### Material to process
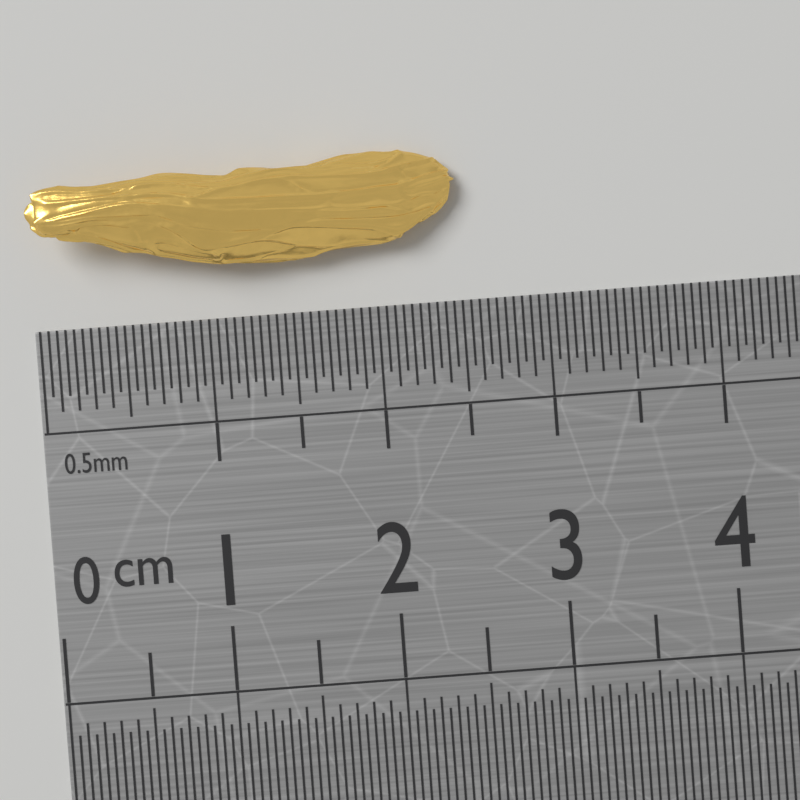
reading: 2.50 cm
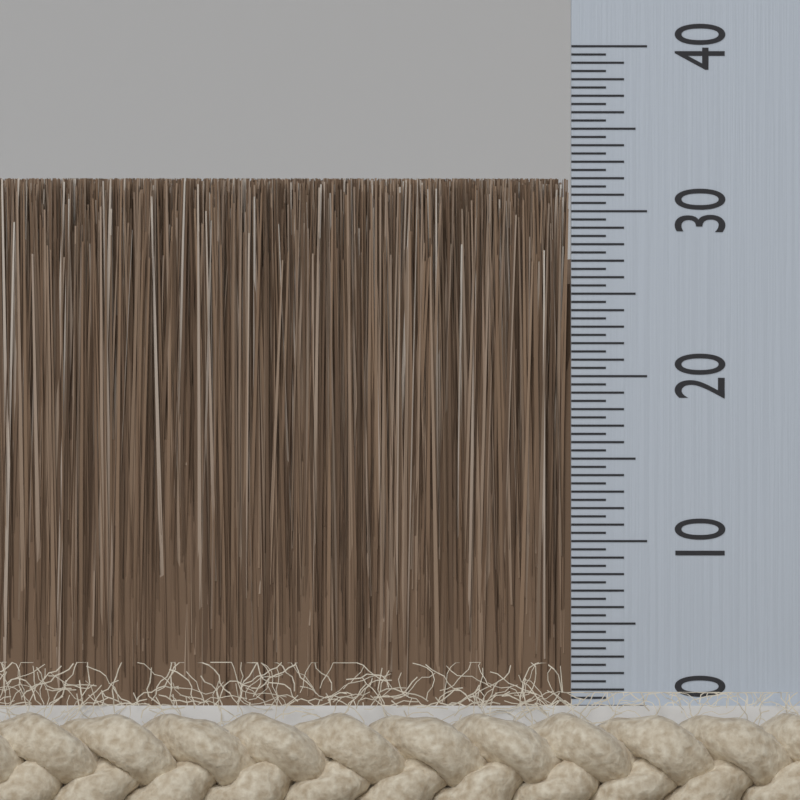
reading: 32.0 (no unit)
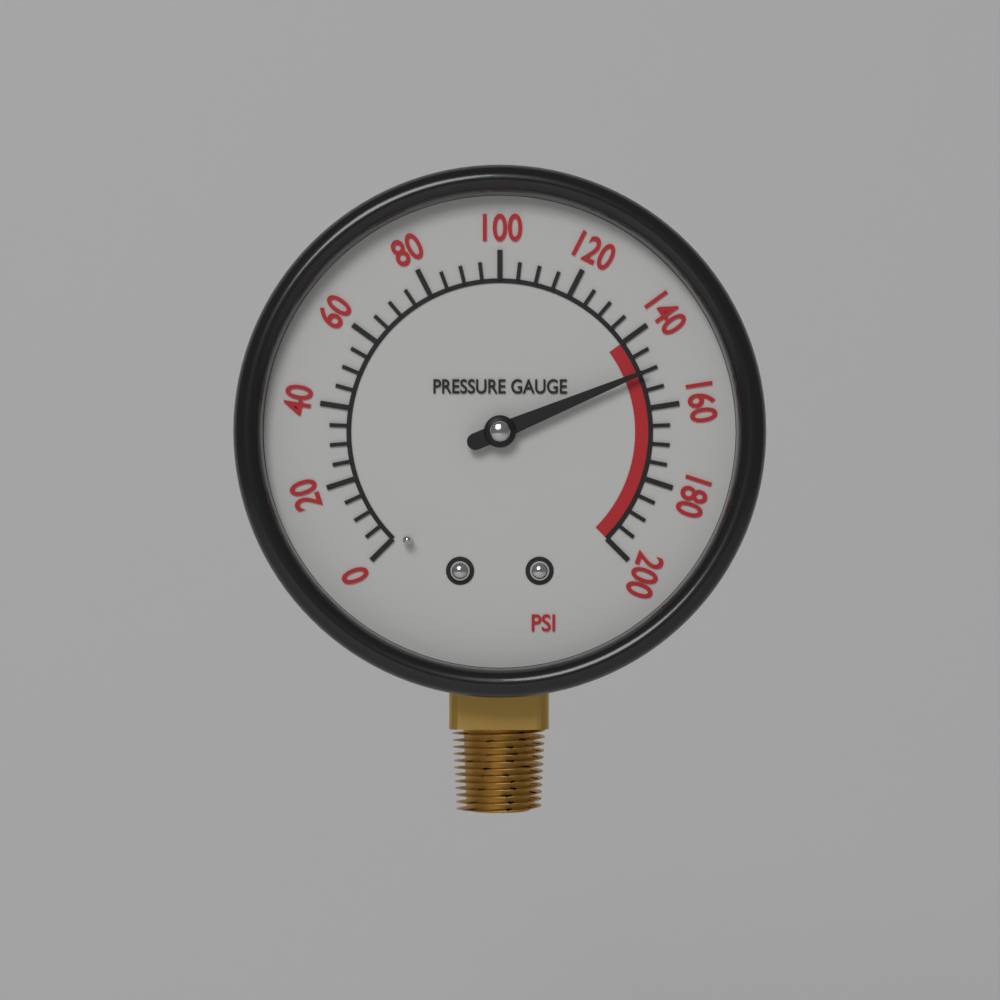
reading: 150 psi
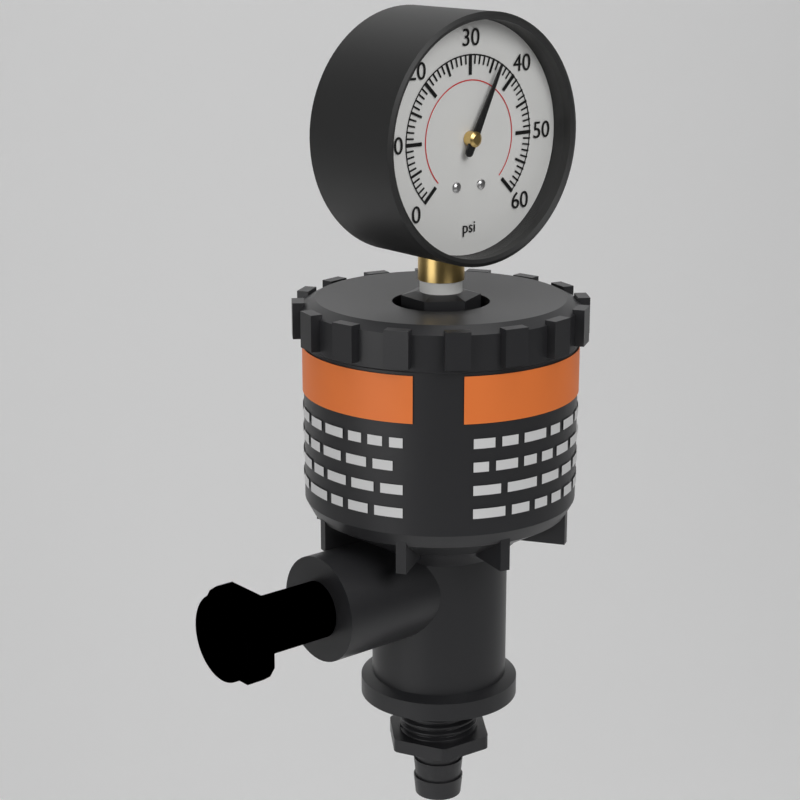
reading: 36 psi
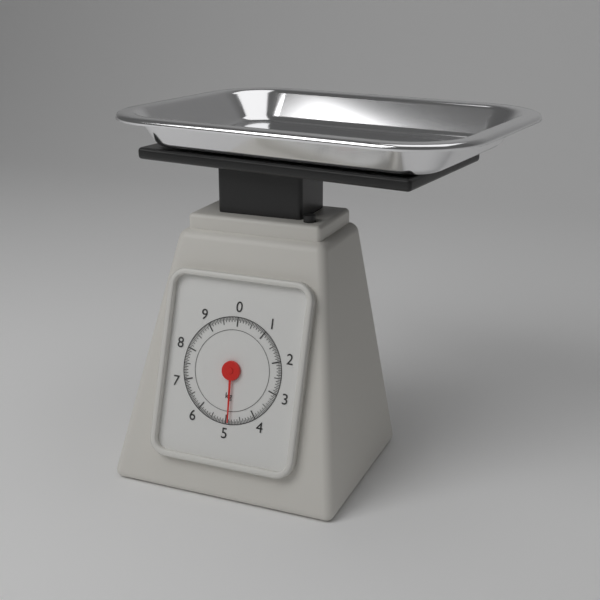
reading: 4.90 kg
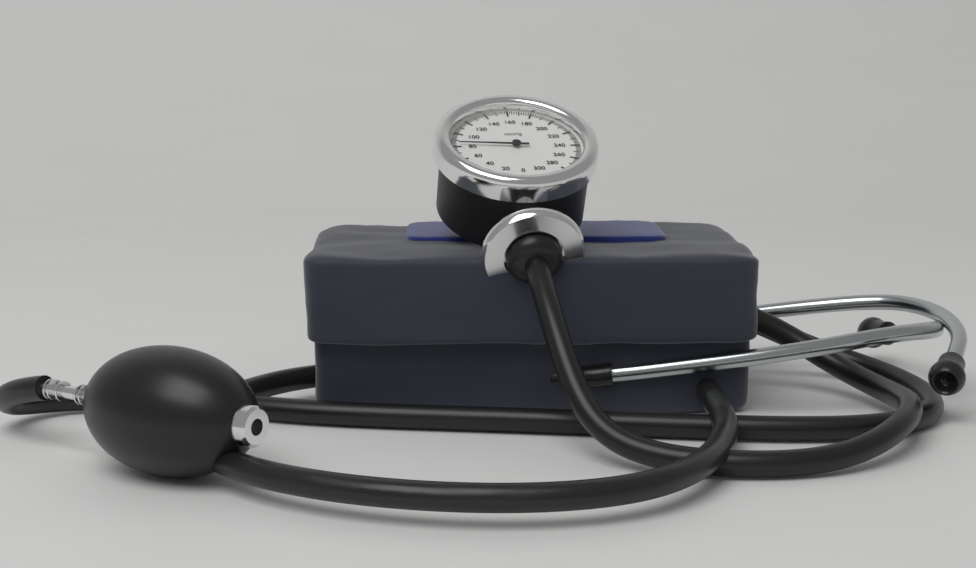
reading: 84 mmHg
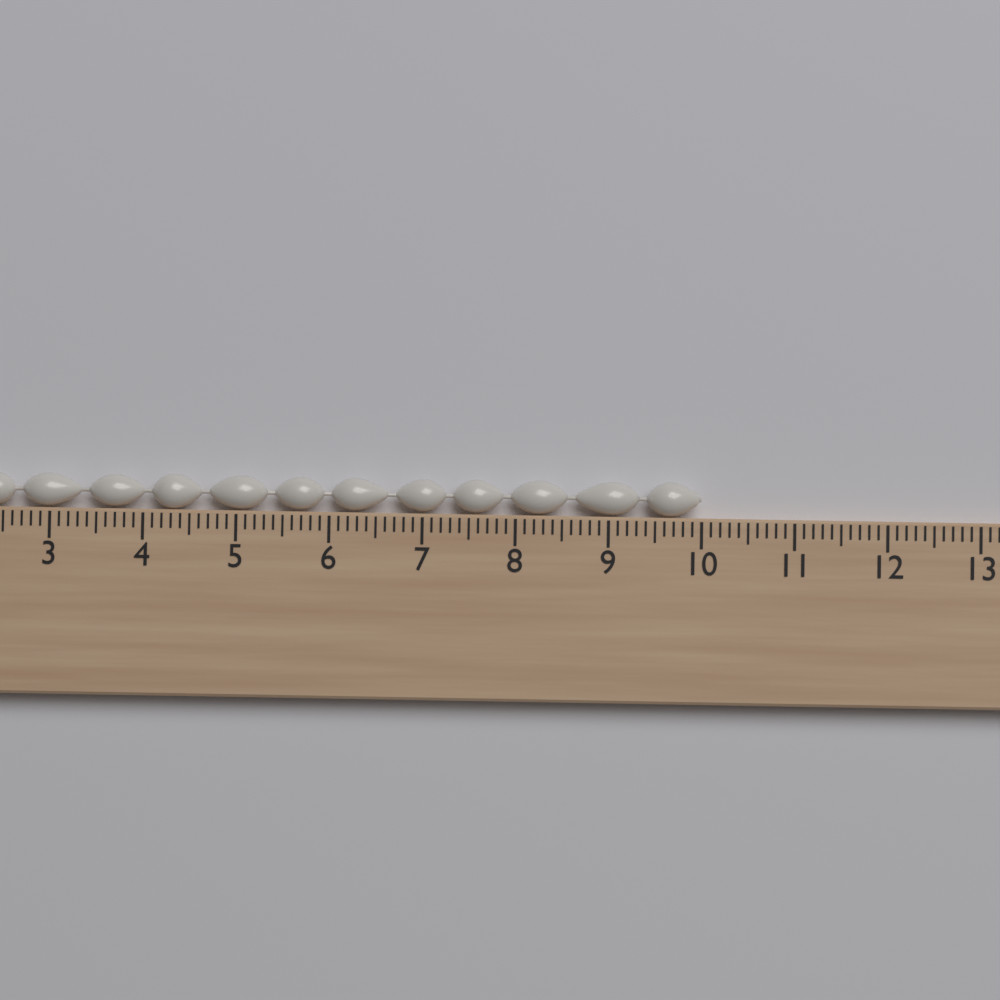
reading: 10.0 cm
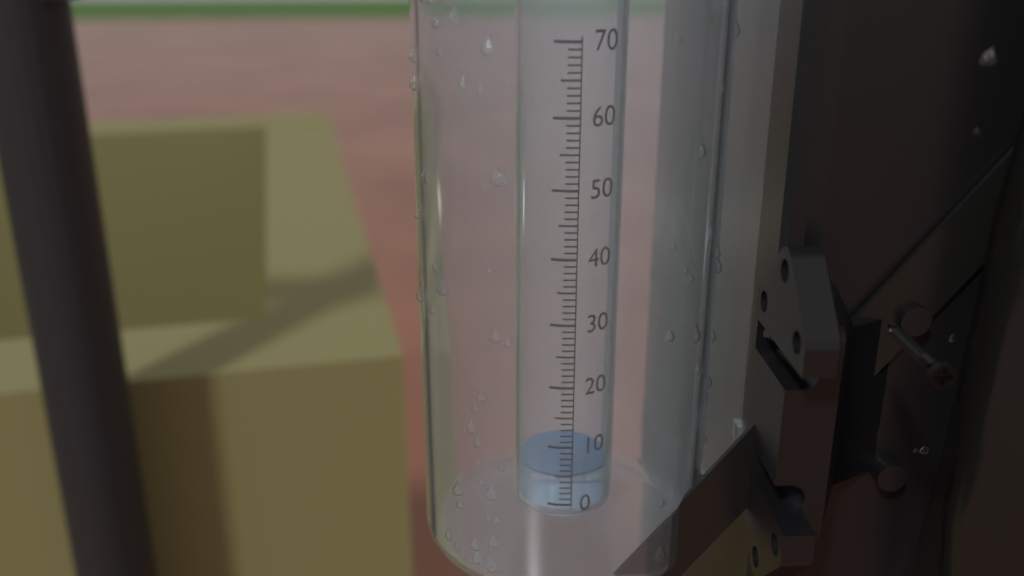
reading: 5 (no unit)
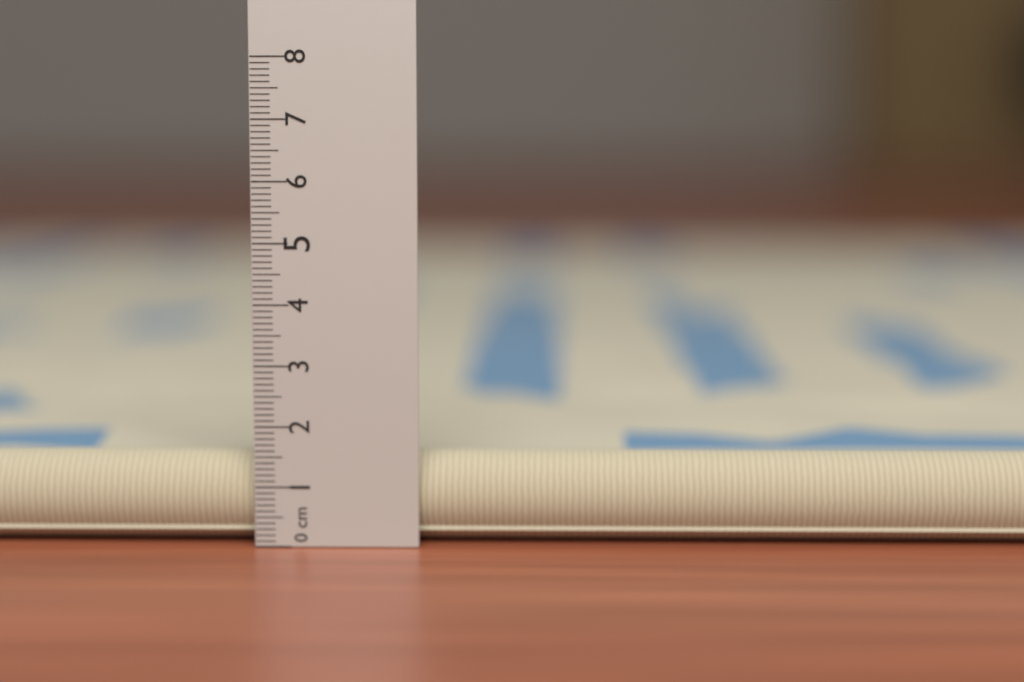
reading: 1.5 cm
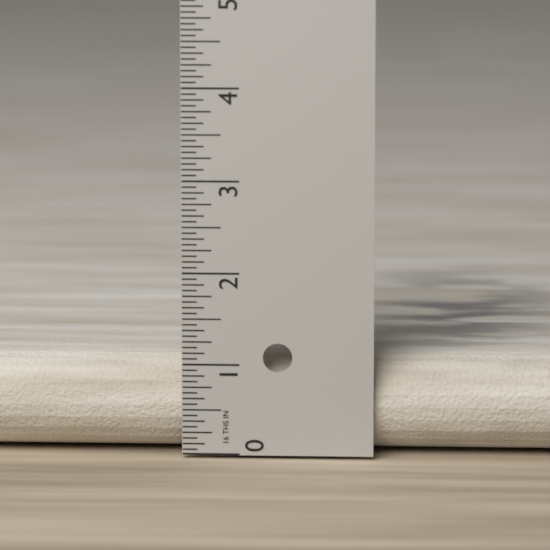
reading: 1.0625 in
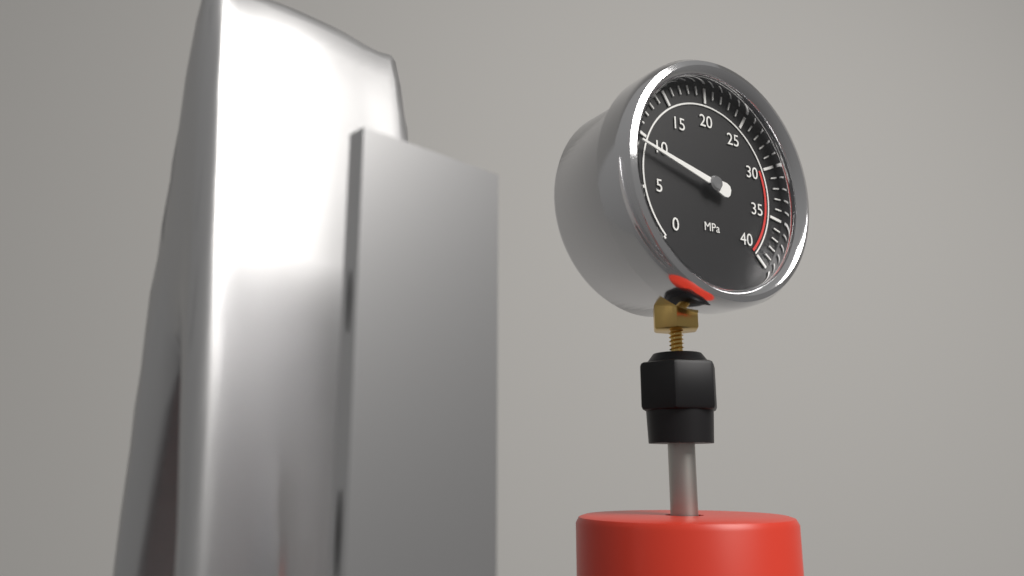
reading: 9 MPa
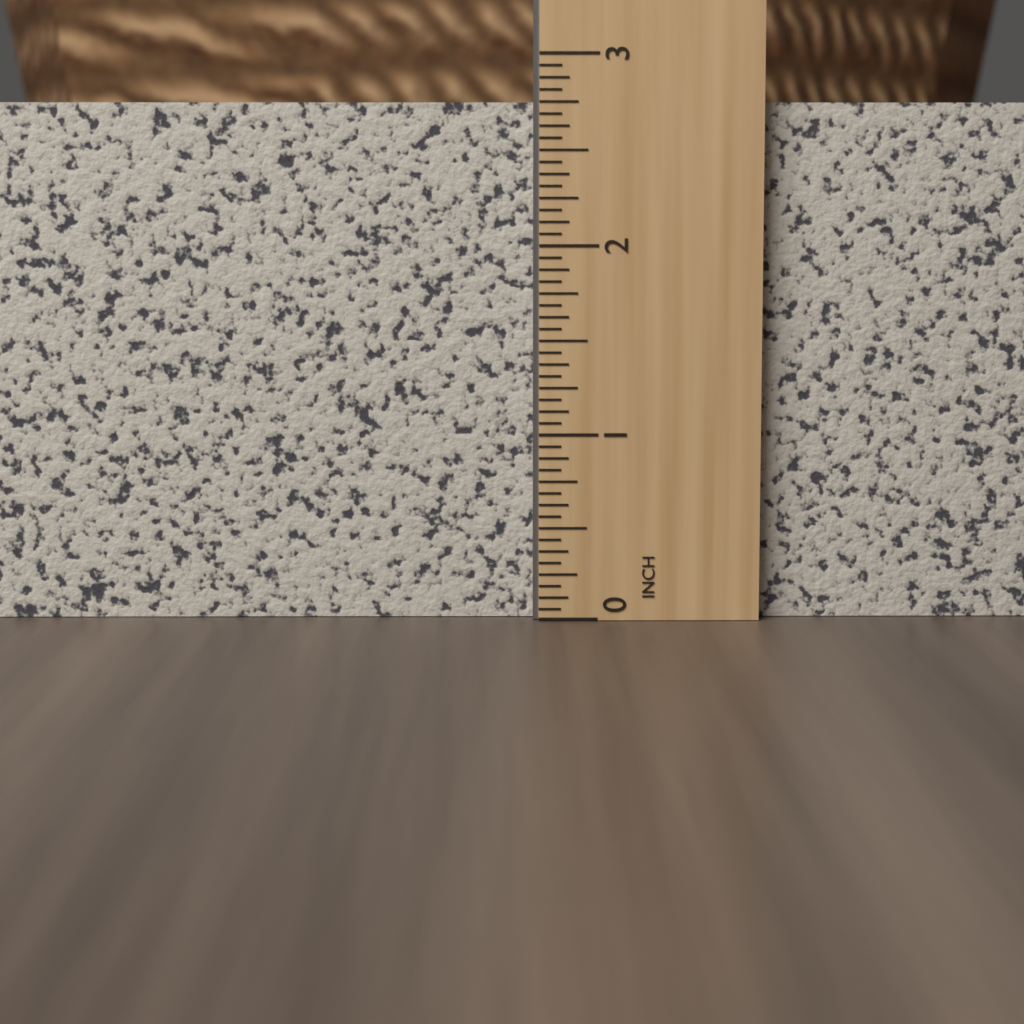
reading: 2.7500 in
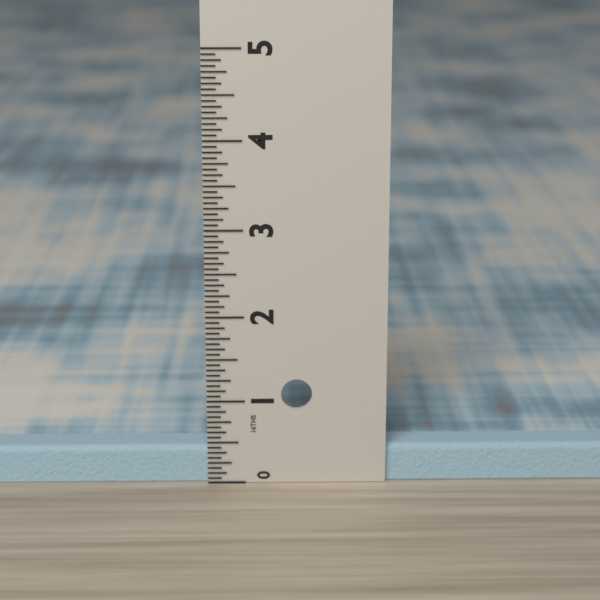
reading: 0.4375 in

### Exercise details
Every line of the data should be transcribed exactly. Omit the images.

### Answer box
reading: 2.50 cm
reading: 32.0 (no unit)
reading: 150 psi
reading: 36 psi
reading: 4.90 kg
reading: 84 mmHg
reading: 10.0 cm
reading: 5 (no unit)
reading: 1.5 cm
reading: 1.0625 in
reading: 9 MPa
reading: 2.7500 in
reading: 0.4375 in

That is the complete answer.